(Reuters) – Ansys beat Wall Street estimates for fourth-quarter revenue and profit on Wednesday, driven by growing demand for its engineering software solutions, used to make a range of products such as airplanes and tennis rackets.
The Pittsburgh, Pennsylvania-based company’s shares rose nearly 2% in extended trading.
The results come more than a month after Synopsys, the largest maker of software used to design chips, said it would buy Ansys in a $35-billion cash-and-stock deal.
Ansys makes simulation software used by engineers, chip designers and researchers across industries that help analyze products for the real world.
The company’s products compete with Autodesk’s Fusion 360, AutoCAD and Dassault Systems’ Solidworks.
The firm also offers artificial intelligence solutions (AI), including its customer support chatbot AnsysGPT that released in beta mode, a new cloud-enabled product SimAI and Ansys AI+ that provides add-ons to extend AI functionality.
“ANSS results give us greater confidence that underlying simulation demand is intact and that the industry is seeing sustainable double-digit software revenue growth,” brokerage Oppenheimer said in a note.
Ansys reported revenue of $805.1 million for the fourth quarter, beating analysts’ average estimate of $797.4 million, according to LSEG data.
Excluding items, it earned $3.94 per share, compared with an estimate of $3.71 per share.
Ansys, which partners with chip designer Nvidia, said on Tuesday that Rachel Pyles would replace Nicole Anasenes as its CFO, effective Feb. 22.
The transaction with Synopsys, which forecast second-quarter revenue and profit above estimates on Wednesday, is expected to be completed in the first half of 2025.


# [Your objective]
What is needed is an exact transcription of every record, minus the pictures.

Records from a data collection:
*** Block opens ***
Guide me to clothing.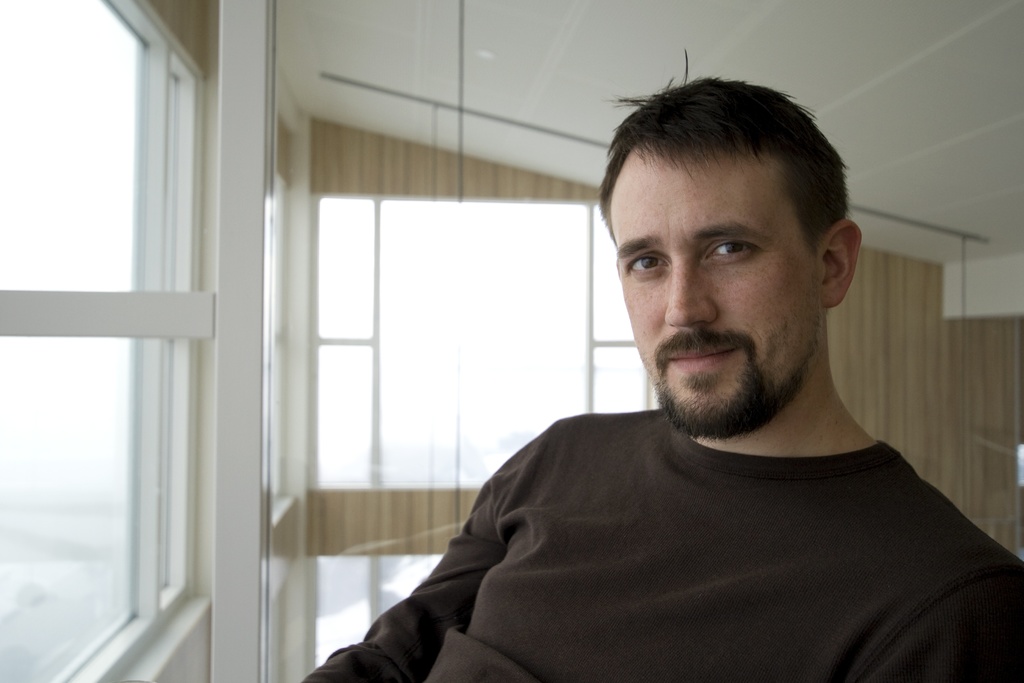
Guidance: box(337, 368, 1023, 682).
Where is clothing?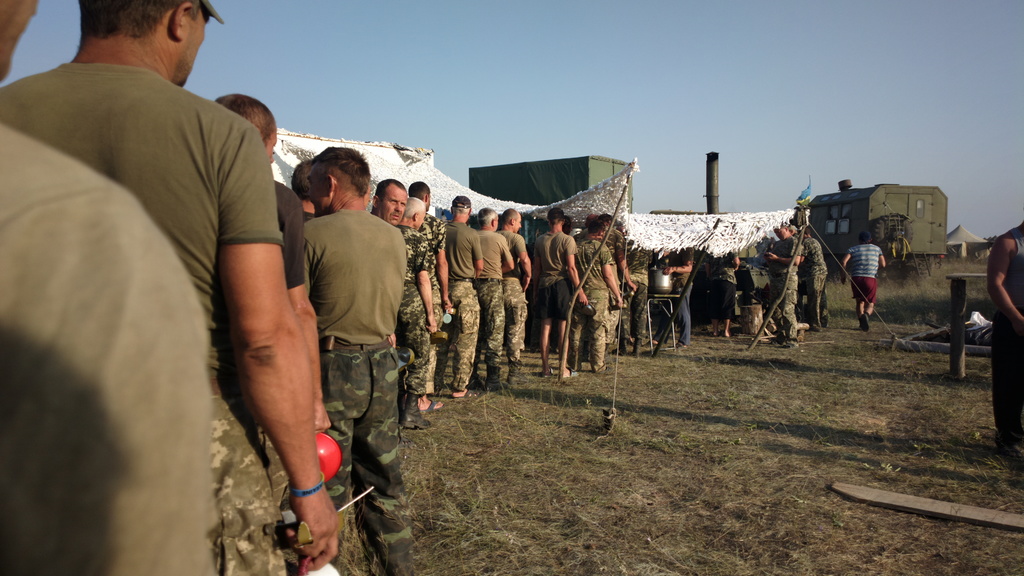
<box>422,213,443,393</box>.
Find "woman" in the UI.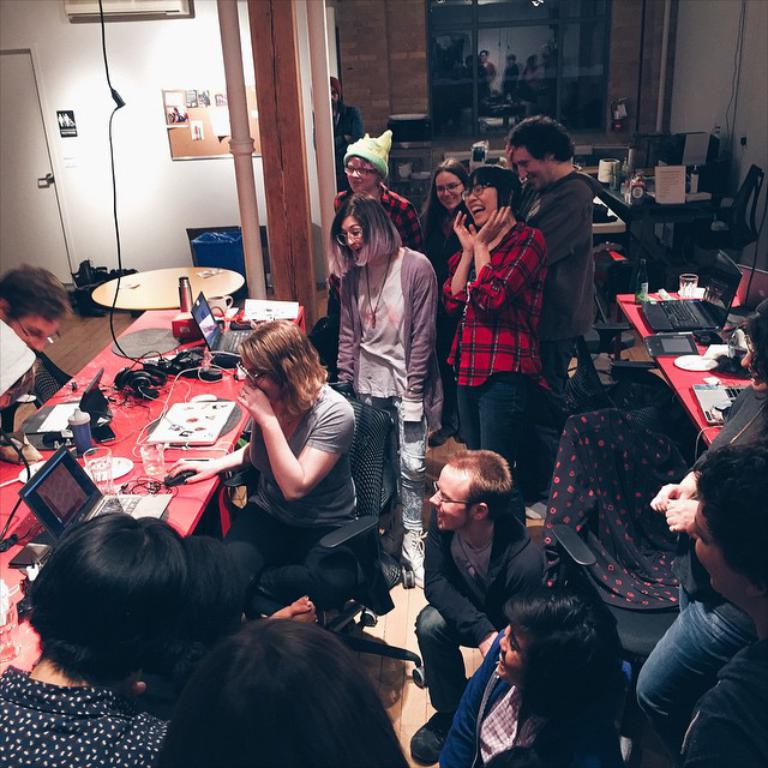
UI element at 0 514 179 767.
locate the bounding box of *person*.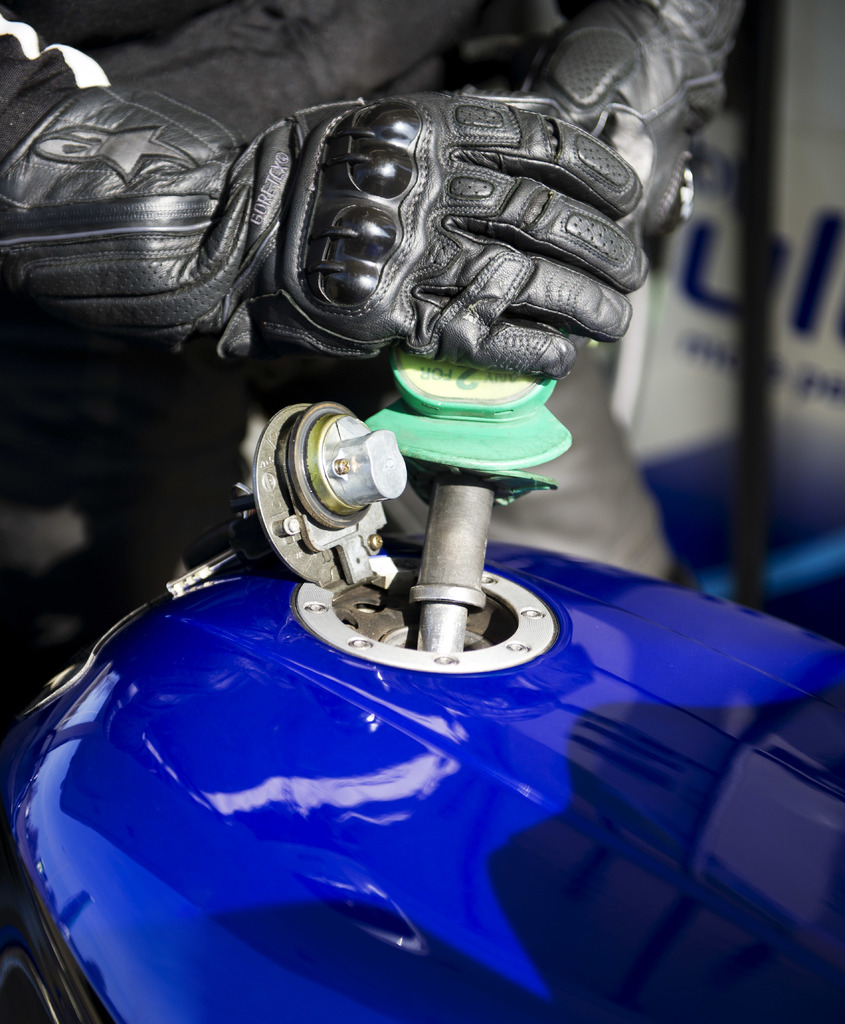
Bounding box: x1=0 y1=0 x2=746 y2=580.
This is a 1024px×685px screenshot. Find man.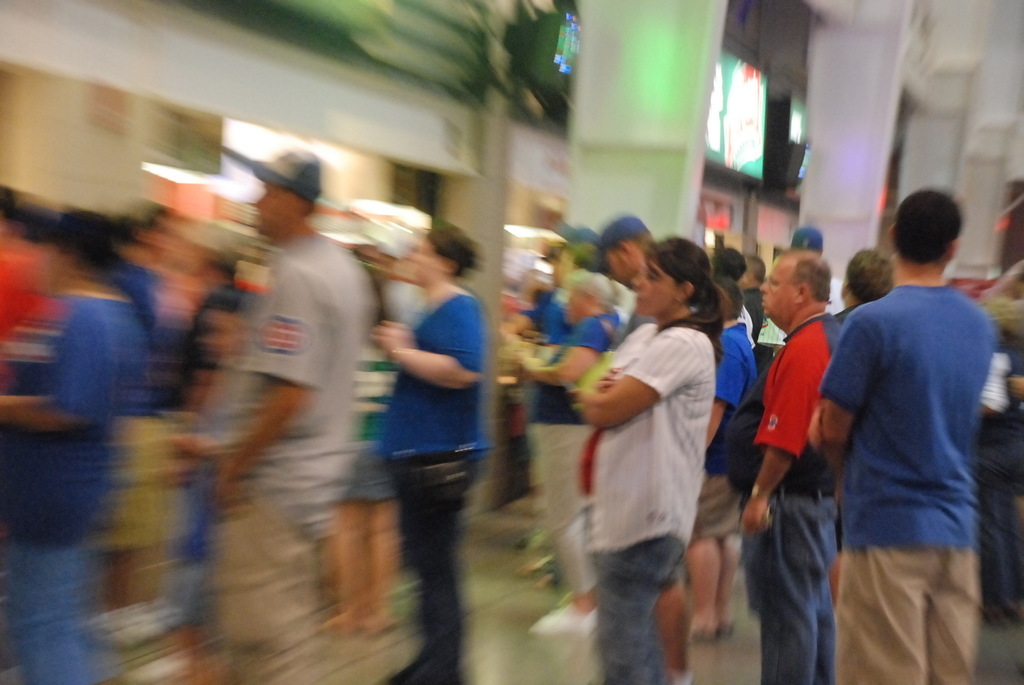
Bounding box: [760,178,996,684].
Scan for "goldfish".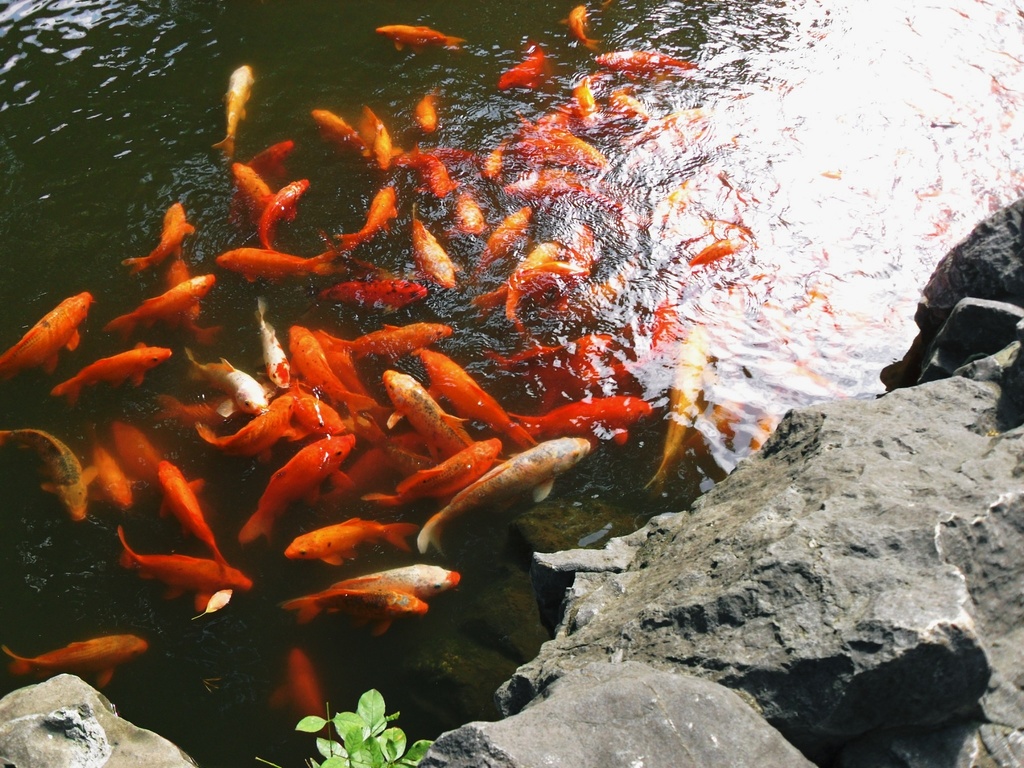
*** Block closes ***
# [Completed task]
Guide me to clothing.
Guidance: box(337, 368, 1023, 682).
Where is clothing?
<box>422,213,443,393</box>.
Find "woman" in the UI.
UI element at 0 514 179 767.
locate the bounding box of *person*.
Bounding box: x1=0 y1=0 x2=746 y2=580.
This is a 1024px×685px screenshot. Find man.
Bounding box: [760,178,996,684].
Scan for "goldfish".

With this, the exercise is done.